Document Type

Article

Publication Date

1982

Publication Information

12 Cap. U. L. Rev. 179 (1982-1983)

Abstract

I am talking at a Lutheran university and therefore should probably have some theses, some propositions that I could nail to the chapel door. But I'm afraid I have failed Martin Luther: I have only one thesis and it is not ready for a nail. It is still as much a question as a thesis. My question is whether there is any point in including moral theology in the study of legal ethics in the university. Let me be candid: I teach the typical required course in "professional responsibility," and I do a lot of writing on ethics, and I do, in my fumbling way, include moral theology in both enterprises. The reason I have this question to talk with you about is because I attract a bit of gentle astonishment for my approach to the subject, and I cause a certain amount of discomfort among my colleagues and students. I need a ringing intellectual reason for doing what I do. I doubt that Professor John E. Sullivan, for whom this lecture series is named, bothers with such misgivings when he teaches criminal law or torts; he has more self confidence than that, I am sure.

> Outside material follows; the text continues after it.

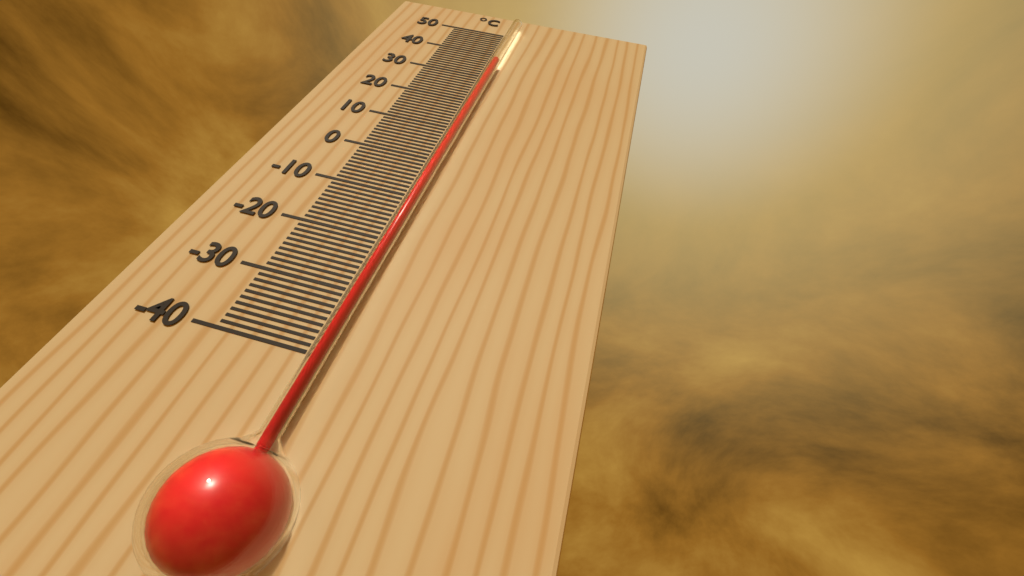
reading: 35 °C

And if Martin Luther had misgivings like mine he had so much style that his misgivings didn't show; he was not a tentative thinker.

Comments

Reprinted with permission of the Capital University Law Review.

Share

COinS
 
 

To view the content in your browser, please download Adobe Reader or, alternately,
you may Download the file to your hard drive.

NOTE: The latest versions of Adobe Reader do not support viewing PDF files within Firefox on Mac OS and if you are using a modern (Intel) Mac, there is no official plugin for viewing PDF files within the browser window.